G/P/M Go Scheduler

go dev.to

In the goroutine execution model, any I/O call appears blocking, halting the code execution for the goroutine. However, underneath, network calls in the OS are actually non-blocking. When a network call occurs, the goroutine transitions to a "waiting" state, and the call itself is registered with a Go Scheduler component called NetPoller.

NetPoller itself is a wrapper, an interface over various implementations of non-blocking I/O in the host operating systems Go runs on: Windows, *BSD, Linux. In the case of Linux, NetPoller is a wrapper around epoll. When a response arrives for a non-blocking network call, NetPoller moves the goroutine to a "runnable" state and adds it to one of the queues of runnable goroutines.
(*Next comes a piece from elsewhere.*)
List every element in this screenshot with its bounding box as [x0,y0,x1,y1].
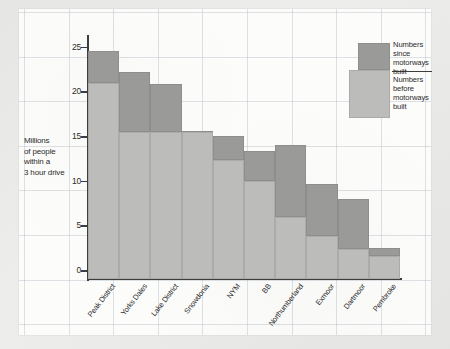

However, non-blocking calls are not the only type; there are also blocking system calls. In this case, the goroutine transitions to a waiting state along with the OS thread, which is known as "M" in the Go Scheduler's terminology. The OS thread remains blocked with the waiting goroutine. Meanwhile, the logical processor (P) and its local queue of runnable goroutines look for another OS thread, another M. When the response from the system call arrives, the M thread looks for a logical processor for its goroutine (or, like NetPoller, adds the goroutine in a "runnable" state to one of the queues), while the M thread itself goes to sleep in the OS Thread Cache.
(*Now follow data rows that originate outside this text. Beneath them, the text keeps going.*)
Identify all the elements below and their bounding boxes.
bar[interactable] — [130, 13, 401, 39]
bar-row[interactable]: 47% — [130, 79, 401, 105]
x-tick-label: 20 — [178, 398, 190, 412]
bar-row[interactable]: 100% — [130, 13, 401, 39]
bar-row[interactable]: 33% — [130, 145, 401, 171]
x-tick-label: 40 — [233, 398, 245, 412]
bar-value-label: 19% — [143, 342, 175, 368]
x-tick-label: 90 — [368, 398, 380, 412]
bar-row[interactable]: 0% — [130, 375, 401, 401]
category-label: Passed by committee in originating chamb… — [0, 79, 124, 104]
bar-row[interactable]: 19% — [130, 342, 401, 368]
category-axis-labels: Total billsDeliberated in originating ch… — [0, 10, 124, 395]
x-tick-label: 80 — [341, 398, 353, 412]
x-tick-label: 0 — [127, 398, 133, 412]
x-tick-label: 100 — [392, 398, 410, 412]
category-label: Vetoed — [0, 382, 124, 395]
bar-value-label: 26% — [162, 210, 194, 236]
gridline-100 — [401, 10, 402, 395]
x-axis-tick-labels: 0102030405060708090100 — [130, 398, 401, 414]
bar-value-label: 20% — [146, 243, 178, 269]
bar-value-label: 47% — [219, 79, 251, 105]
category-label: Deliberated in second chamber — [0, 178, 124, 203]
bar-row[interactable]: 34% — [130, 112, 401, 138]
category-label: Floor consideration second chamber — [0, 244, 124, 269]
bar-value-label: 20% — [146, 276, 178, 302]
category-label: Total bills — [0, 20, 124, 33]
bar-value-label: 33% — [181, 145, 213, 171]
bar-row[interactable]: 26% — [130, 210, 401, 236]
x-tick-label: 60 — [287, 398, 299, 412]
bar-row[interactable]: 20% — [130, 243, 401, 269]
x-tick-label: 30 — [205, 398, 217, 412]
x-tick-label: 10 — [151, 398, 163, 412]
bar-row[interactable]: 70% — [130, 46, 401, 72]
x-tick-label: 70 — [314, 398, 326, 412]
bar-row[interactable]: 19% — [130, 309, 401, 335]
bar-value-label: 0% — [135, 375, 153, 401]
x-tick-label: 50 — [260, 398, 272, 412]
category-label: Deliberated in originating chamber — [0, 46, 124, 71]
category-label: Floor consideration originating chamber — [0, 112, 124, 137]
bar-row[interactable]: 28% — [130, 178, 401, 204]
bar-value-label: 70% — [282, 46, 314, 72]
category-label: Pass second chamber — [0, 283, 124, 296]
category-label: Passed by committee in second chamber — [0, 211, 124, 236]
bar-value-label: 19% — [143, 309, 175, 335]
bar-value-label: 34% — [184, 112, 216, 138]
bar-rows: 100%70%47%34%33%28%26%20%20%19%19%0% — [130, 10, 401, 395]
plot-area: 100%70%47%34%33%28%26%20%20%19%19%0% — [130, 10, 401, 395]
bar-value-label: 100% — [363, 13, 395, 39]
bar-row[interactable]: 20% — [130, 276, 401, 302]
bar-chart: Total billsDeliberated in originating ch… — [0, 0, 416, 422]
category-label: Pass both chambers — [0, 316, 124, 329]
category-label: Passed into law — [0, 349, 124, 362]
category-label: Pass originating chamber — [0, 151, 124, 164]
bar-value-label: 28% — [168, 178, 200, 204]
Finally, there is the logical processor, referred to as "P", which was mentioned earlier. It polls the queues of runnable goroutines, drains the local queues of other logical processors (P)—a mechanism known as Work Stealing—and checks the global queue of runnable goroutines. It also leaves OS threads (M) blocked by system calls, seeking out unblocked OS threads (M).

Thus, between a goroutine and a physical core, there are two levels—P and M—which assist each other during different types of goroutine blocking. If a goroutine is paused by a non-blocking call, there is no need to free the OS thread (M); it can simply take another goroutine from the queue. If a goroutine blocks the thread (M), execution can switch to another thread to continue running other goroutines. As a result, the physical processor never idles during I/O-bound tasks.
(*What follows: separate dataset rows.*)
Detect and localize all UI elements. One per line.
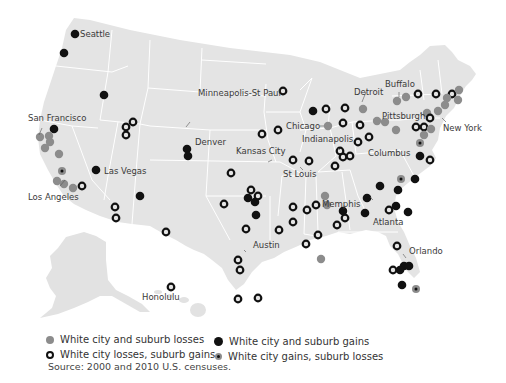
city-loss-suburb-gain-marker	[259, 131, 266, 138]
city-loss-suburb-gain-marker	[342, 105, 349, 112]
city-loss-suburb-gain-marker	[415, 91, 422, 98]
both-gains-marker	[100, 91, 109, 100]
both-gains-marker	[50, 125, 59, 134]
label-columbus: Columbus	[368, 148, 411, 158]
city-loss-suburb-gain-marker	[413, 124, 420, 131]
city-loss-suburb-gain-marker	[130, 119, 137, 126]
label-indianapolis: Indianapolis	[302, 134, 354, 144]
label-memphis: Memphis	[322, 199, 361, 209]
city-loss-suburb-gain-marker	[228, 170, 235, 177]
both-gains-marker	[184, 152, 193, 161]
city-loss-suburb-gain-marker	[276, 227, 283, 234]
both-losses-marker	[36, 133, 44, 141]
label-denver: Denver	[195, 137, 226, 147]
label-austin: Austin	[253, 240, 280, 250]
both-losses-marker	[41, 144, 49, 152]
city-loss-suburb-gain-marker	[303, 241, 310, 248]
source-note: Source: 2000 and 2010 U.S. censuses.	[48, 361, 231, 372]
city-gain-center-dot	[419, 142, 422, 145]
ring-dot-icon	[46, 351, 54, 359]
us-metro-map: Seattle San Francisco Los Angeles Las Ve…	[0, 0, 506, 383]
city-loss-suburb-gain-marker	[323, 106, 330, 113]
label-atlanta: Atlanta	[373, 217, 404, 227]
label-las-vegas: Las Vegas	[104, 166, 147, 176]
city-loss-suburb-gain-marker	[357, 122, 364, 129]
city-loss-suburb-gain-marker	[394, 243, 401, 250]
city-loss-suburb-gain-marker	[235, 257, 242, 264]
both-gains-marker	[60, 49, 69, 58]
city-loss-suburb-gain-marker	[337, 148, 344, 155]
city-loss-suburb-gain-marker	[427, 157, 434, 164]
city-loss-suburb-gain-marker	[168, 284, 175, 291]
city-loss-suburb-gain-marker	[237, 267, 244, 274]
city-loss-suburb-gain-marker	[340, 120, 347, 127]
label-detroit: Detroit	[354, 87, 384, 97]
city-loss-suburb-gain-marker	[79, 183, 86, 190]
city-loss-suburb-gain-marker	[386, 207, 393, 214]
both-gains-marker	[398, 281, 407, 290]
city-loss-suburb-gain-marker	[248, 187, 255, 194]
both-gains-marker	[71, 30, 80, 39]
both-losses-marker	[393, 97, 401, 105]
city-loss-suburb-gain-marker	[243, 226, 250, 233]
label-seattle: Seattle	[80, 29, 110, 39]
city-loss-suburb-gain-marker	[221, 201, 228, 208]
both-gains-marker	[252, 211, 261, 220]
both-losses-marker	[454, 96, 462, 104]
label-pittsburgh: Pittsburgh	[382, 111, 425, 121]
city-loss-suburb-gain-marker	[390, 267, 397, 274]
city-loss-suburb-gain-marker	[255, 295, 262, 302]
label-orlando: Orlando	[409, 246, 443, 256]
both-losses-marker	[420, 131, 428, 139]
both-gains-marker	[363, 194, 372, 203]
legend-city-gain-suburb-loss: White city gains, suburb losses	[215, 351, 383, 362]
label-san-francisco: San Francisco	[28, 113, 86, 123]
both-gains-marker	[309, 107, 318, 116]
city-loss-suburb-gain-marker	[427, 115, 434, 122]
city-loss-suburb-gain-marker	[313, 202, 320, 209]
both-losses-marker	[373, 117, 381, 125]
legend-label: White city and suburb gains	[229, 336, 369, 347]
city-loss-suburb-gain-marker	[304, 207, 311, 214]
legend-both-gains: White city and suburb gains	[214, 336, 369, 347]
city-loss-suburb-gain-marker	[290, 219, 297, 226]
label-buffalo: Buffalo	[385, 79, 415, 89]
both-losses-marker	[455, 86, 463, 94]
both-losses-marker	[427, 125, 435, 133]
city-loss-suburb-gain-marker	[255, 193, 262, 200]
both-gains-marker	[136, 192, 145, 201]
label-honolulu: Honolulu	[142, 292, 180, 302]
city-loss-suburb-gain-marker	[163, 229, 170, 236]
label-st-louis: St Louis	[283, 169, 317, 179]
legend-label: White city losses, suburb gains	[60, 349, 215, 360]
both-gains-marker	[92, 166, 101, 175]
city-loss-suburb-gain-marker	[235, 296, 242, 303]
city-loss-suburb-gain-marker	[332, 163, 339, 170]
both-losses-marker	[359, 105, 367, 113]
label-minneapolis-st-paul: Minneapolis-St Paul	[198, 88, 281, 98]
city-loss-suburb-gain-marker	[123, 132, 130, 139]
both-losses-marker	[402, 93, 410, 101]
legend-label: White city gains, suburb losses	[228, 351, 383, 362]
city-loss-suburb-gain-marker	[334, 222, 341, 229]
city-loss-suburb-gain-marker	[347, 153, 354, 160]
both-gains-marker	[361, 209, 370, 218]
legend-label: White city and suburb losses	[60, 334, 204, 345]
city-loss-suburb-gain-marker	[433, 91, 440, 98]
city-loss-suburb-gain-marker	[113, 215, 120, 222]
city-loss-suburb-gain-marker	[275, 127, 282, 134]
city-loss-suburb-gain-marker	[342, 215, 349, 222]
both-losses-marker	[324, 122, 332, 130]
legend-both-losses: White city and suburb losses	[46, 334, 204, 345]
city-loss-suburb-gain-marker	[112, 204, 119, 211]
both-losses-marker	[441, 101, 449, 109]
label-new-york: New York	[443, 123, 482, 133]
city-loss-suburb-gain-marker	[306, 158, 313, 165]
city-loss-suburb-gain-marker	[355, 139, 362, 146]
city-gain-center-dot	[400, 178, 403, 181]
both-gains-marker	[405, 262, 414, 271]
city-gain-center-dot	[415, 288, 418, 291]
both-losses-marker	[317, 255, 325, 263]
both-gains-marker	[404, 208, 413, 217]
both-losses-marker	[69, 184, 77, 192]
Based on articles about the Go Scheduler by Bill Kennedy and Daniel Morsing.

P.S. An LLM corrected me, pointing out that when M is blocked by a system call, P detaches, and another M looks for it. It doesn't exactly "leave" on its own. But that's beside the point. In principle, this was already implied, and it doesn't change the overall mechanics.

P.P.S. Here is what I realized: the Go runtime scheduler is not needed to "avoid physical cores going idle". It is needed to avoid a process written in Go falling into a waiting state, or avoid expensive context switching due to another system call or network request.

Goroutines and G/P/M defragment the OS process. As a result, the OS process falls into the "wait" state less often, and context switches at the OS level happen less often. Because the M/P pair allows constantly feeding RUNNABLE units of execution (G) onto a running M. Context switching of goroutines in Userspace is cheap.